This Fish Outlived Dinosaurs But Oil and Gas Drilling May Threaten Its Survival

Oil exploration is set to begin near the habitat of the critically endangered coelacanth, a type of fish that has survived over 400 million years

Coelacanth
Wikimedia Commons

In December 2000 while exploring the depths of Sodwana Bay, South Africa, scuba diver Pieter Venter came face-to-face with something no diver had ever seen alive before. At 320 feet, he and his colleagues encountered a coelacanth, an extremely rare type of fish that has existed for 400 million years—well before the time of the dinosaurs. The team recorded three fish in the area on that dive and in a later expedition, confirmed that a colony of these so-called “living fossils” lurked in deep water canyons in the bay. That colony of about 30 fish has more or less been left alone for the last two decades, but Tony Carnie at The Guardian reports that oil and gas drilling in the area may threaten the endangered species in the near future.

For decades, paleontologists knew about the human-sized coelacanth from the fossil record. It was believed the big fish went extinct 65 million years ago during the same event that put an end to dinosaurs. But in 1938, a fishing trawler working along the coast of South Africa alerted a local museum that they had found something strange in its nets. It turned out to be a living coelacanth. The creature was a sensation, proof that life is more resilient than we imagine and a reminder of how little we understand the oceans.

Last week, the Italian energy group Eni announced plans to drill in an exploration area known as Block ER236, a 250-mile long area just 25 miles south of Sodwano Bay, which is off the shore of iSimangaliso Wetland Park. In their environmental impact statement, the company says that it is unlikely that coelacanths live in the deep underwater canyons in the exploration area since the morphology is different than the shallower canyons they prefer in Sodwano. They also write that modeling shows no threat from oil spills.

But conservationists disagree. Andrew Venter, head of the South Africa group Wildtrust, tells The Guardian’s Carnie that an oil spill in the area could be a disaster. “The Deepwater Horizon oil spill in the Gulf of Mexico in 2010 decimated fish populations – so if we had an oil spill off iSimangaliso it is very likely it could wipe out these coelacanths.”

South African ichthyologist and author Mike Bruton agrees that drilling in the area threatens the fish, and that anything that could interfere with their ability to absorb oxygen could harm them. “The risk needs to be carefully evaluated before this commercial venture has progressed too far and it is too late,” he said. “Oil spills do not respect the boundaries of marine protected areas.”

John Platt at Scientific American reports that this isn’t the only threat to coelacanths. The West Indian Ocean population, which includes fish along the coast of Africa and in the Comoros, is estimated to be between 230 and 650 fish. In the last couple decades, deep water fishing trawlers along the coast have pulled up many coelaconths, revealing new populations but also reducing their numbers. There are more specific threats as well. Tanzania is expected to begin construction of the industrial Mwambani Port Project soon in the Tanga Coelacanth Marine Park, which is expected to disrupt the habitat of the rare coelacanths that live there.

Keeping coelacanths around, however, is important. These strange and little understood creatures are a link to nearly half-billion years of evolutionary history and there’s a lot they can teach us about primitive fish. They have weird fleshy fins that they move in a walking motion, a partial vestigial lung inside their chest and a unique hinged jaw that allows them to open very, very wide. They live to be 100 years old and give birth to live young. They also have a special rostral organ in their nose that allows them to sense electrical currents. And they do all that with a tiny, tiny brain that fills less than 2 percent of their head.

Somehow all of that came together to produce the ultimate, albeit odd, survivor. But the big takeaway is this: if a fish in the deep sea can survive 400 million years of comets, volcanic eruptions and everything else history has thrown at it but can’t survive a couple hundred years of industrialized humanity, there’s little hope for the millions of other species on the planet, including us.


Filter out all lines without the word "DATE" from the data below, please, and copy the rest.

--- Supplied records Enclosed Below ---

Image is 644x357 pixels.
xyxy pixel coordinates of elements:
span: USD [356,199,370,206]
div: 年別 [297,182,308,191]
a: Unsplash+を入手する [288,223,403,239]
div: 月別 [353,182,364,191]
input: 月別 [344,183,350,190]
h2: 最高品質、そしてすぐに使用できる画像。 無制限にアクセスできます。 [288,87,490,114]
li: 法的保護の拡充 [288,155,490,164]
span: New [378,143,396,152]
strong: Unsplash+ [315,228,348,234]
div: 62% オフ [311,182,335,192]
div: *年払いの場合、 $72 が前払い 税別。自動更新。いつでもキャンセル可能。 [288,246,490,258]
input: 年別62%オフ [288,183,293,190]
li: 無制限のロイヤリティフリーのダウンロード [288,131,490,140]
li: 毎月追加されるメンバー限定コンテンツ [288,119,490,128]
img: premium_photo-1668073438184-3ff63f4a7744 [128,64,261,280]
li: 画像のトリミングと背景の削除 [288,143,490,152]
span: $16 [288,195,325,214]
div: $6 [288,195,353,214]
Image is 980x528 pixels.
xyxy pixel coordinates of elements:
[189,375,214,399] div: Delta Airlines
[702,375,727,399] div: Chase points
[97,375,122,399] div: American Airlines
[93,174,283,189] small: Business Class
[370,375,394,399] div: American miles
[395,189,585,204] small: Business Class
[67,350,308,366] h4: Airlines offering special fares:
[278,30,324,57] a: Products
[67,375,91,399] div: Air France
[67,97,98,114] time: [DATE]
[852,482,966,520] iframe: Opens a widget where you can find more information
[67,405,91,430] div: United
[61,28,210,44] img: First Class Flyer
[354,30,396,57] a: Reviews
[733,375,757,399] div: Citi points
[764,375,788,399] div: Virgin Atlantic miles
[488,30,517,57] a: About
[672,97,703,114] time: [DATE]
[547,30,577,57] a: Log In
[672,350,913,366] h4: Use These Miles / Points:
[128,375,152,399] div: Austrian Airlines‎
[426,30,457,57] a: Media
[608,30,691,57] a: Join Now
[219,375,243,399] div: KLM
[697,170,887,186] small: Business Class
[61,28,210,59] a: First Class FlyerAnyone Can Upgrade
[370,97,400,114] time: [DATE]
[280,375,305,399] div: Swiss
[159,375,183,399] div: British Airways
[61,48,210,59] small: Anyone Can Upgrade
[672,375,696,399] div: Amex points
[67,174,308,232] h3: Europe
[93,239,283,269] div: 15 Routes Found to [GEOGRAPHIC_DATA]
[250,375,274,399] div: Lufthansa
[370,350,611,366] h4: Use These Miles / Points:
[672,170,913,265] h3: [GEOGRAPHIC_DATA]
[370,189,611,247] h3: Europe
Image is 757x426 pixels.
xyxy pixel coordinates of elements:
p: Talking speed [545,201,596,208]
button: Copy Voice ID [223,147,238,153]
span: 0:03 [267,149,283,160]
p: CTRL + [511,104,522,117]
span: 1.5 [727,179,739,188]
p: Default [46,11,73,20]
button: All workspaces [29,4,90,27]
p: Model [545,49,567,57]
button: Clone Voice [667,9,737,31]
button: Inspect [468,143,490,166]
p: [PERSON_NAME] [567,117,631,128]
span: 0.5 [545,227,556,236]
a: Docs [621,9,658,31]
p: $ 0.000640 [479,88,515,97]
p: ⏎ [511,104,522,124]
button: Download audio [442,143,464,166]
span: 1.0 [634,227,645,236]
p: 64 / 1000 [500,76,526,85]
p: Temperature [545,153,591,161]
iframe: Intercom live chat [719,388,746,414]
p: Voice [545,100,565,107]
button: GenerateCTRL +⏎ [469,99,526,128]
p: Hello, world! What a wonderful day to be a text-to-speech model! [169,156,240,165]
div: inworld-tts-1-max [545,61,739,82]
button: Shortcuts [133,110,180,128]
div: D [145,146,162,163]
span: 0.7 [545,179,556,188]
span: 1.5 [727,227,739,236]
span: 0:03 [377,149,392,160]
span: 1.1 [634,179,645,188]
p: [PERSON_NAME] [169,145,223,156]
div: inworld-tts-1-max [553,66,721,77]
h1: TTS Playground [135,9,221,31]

--- End of Enclosed Supplied records ---

** Answer space **
[67,97,98,114] time: [DATE]
[672,97,703,114] time: [DATE]
[370,97,400,114] time: [DATE]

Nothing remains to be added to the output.